The exhibition gets off to a theatrical and somewhat tasteless start with a display of handcuffs, coshes, whips and branding irons used by the Gestapo, and an actual motorcycle combination ridden by dum- mies dressed in the uniforms of a Waffen- SS reconnaissance unit. Beneath its wheels lie weapons and uniforms belonging to the nations defeated by Hitler and thus subject to brutal SS rule. All this sets the scene for a more substantial section which poses serious questions about the nature of col- laboration, although the conclusion it appears to reach — that not participating in the Resistance may also have been a form of collaboration — is simplistic. Just as Resistance varied in strength and kind from country to country, so collaboration meant something different in each separate situation.

Take the case of Germany itself, un- accountably omitted from this exhibition. In Germany it was far more difficult to express disapproval of the Nazi regime than it was in any of the occupied coun- tries. And yet people did — more than we have been led to believe. By the beginning of the war, a quarter of a million Germans had been tried and convicted in the courts for 'political crimes'. The notorious Volks- gerichthof in Berlin sentenced to death nearly 5,000 people between 1942 and 1944. In Austria, where Nazi laws were carried out with exceptional rigour, 2,700 were executed for 'political' reasons be- tween 1938 and 1945; a further 32,000 were murdered in prison or perished in concen- tration camps. Such statistics, which are not to be confused with the figures of those (far more numerous) who died as a result of Nazi racial policies, have been pain- stakingly compiled over the last two de- cades by the Resistance Archives in Vien- na and Berlin, the latter .housed in the former office of Count von Stauffenberg, Chief of Staff to the German High Com- mand until the failure of his plot to assassinate Hitler in July 1944.

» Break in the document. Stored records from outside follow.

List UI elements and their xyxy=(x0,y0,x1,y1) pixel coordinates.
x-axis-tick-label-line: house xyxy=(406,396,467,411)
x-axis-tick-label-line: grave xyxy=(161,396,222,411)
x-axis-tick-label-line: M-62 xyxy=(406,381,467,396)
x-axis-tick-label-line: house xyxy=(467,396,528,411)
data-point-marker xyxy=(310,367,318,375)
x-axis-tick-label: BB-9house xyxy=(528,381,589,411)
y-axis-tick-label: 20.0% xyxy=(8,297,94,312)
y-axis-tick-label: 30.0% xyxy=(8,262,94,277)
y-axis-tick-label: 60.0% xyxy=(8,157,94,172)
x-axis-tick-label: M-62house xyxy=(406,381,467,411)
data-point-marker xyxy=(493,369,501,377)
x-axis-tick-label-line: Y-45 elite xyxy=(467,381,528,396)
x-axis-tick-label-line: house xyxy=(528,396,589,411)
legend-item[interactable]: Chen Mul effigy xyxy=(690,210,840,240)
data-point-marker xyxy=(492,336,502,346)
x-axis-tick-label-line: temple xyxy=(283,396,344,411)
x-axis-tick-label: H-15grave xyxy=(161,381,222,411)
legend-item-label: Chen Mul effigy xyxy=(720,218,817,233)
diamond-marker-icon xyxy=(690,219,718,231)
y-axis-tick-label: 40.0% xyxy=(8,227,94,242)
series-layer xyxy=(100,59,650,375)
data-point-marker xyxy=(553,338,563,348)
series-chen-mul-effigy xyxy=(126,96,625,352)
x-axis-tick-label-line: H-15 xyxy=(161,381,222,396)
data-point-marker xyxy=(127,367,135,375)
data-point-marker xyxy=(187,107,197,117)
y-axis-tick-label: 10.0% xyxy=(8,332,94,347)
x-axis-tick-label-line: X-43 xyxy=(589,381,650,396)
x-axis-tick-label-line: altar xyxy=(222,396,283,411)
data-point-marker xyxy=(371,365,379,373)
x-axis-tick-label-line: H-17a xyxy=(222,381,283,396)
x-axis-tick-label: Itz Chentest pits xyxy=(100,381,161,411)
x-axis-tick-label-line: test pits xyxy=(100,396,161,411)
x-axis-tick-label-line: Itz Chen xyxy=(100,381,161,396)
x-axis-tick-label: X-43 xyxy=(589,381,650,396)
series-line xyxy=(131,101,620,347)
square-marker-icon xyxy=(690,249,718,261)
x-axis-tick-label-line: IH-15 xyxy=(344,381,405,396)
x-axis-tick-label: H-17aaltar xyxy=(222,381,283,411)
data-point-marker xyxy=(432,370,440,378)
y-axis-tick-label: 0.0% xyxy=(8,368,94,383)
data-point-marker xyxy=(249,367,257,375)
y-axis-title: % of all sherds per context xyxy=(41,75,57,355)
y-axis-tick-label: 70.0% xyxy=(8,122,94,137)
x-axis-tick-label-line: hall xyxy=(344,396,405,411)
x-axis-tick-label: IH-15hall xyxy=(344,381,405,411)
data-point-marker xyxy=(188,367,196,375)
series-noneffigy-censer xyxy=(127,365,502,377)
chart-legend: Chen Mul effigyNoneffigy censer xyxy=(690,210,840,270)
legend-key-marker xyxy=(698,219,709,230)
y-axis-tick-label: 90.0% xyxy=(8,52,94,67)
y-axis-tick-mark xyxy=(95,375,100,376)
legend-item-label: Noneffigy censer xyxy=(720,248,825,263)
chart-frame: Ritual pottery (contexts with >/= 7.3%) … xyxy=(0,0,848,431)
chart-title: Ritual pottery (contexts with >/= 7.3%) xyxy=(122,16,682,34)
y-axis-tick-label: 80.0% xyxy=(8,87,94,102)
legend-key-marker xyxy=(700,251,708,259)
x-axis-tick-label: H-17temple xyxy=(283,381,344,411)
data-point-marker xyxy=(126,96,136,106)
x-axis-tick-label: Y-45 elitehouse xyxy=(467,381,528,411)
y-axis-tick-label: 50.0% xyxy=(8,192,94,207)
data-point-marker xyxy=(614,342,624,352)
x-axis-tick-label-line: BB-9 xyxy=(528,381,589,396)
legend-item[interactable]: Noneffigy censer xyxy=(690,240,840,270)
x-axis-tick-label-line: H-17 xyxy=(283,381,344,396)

The July plot has its place in every account of the second world war, and is

'You say there's nothing in the paper; I say there's a whole forest.'

widely commemorated 40 years later, partly because Resistance among the armed forces was so lamentably rare. Otherwise the history of German opposi- tion to Hitler, the Widerstand, has been slow in reaching the British public, as the absence of any reference to it in the War Museum's exhibition demonstrates. Michael Verhoeven's excellent film The White Rose, shown at the 1983 Edinburgh Film Festival, should help to make better known the courageous stand of Hans Scholl, his sister Sophie and their friends, guillotined in 1943 for organising an under- ground Resistance group at Munich Uni- versity. Last year the Wiener Library's 50th anniversary exhibition, On the Track of Tyranny, included material on the Widerstand as it was taken up by organis- ations such as the German Churches and outlawed Communist Party. Research has also produced several cases, particularly in Berlin, of German Gentiles who sheltered Jews throughout the war. However much some would like to think so, the German Resistance was not a total myth.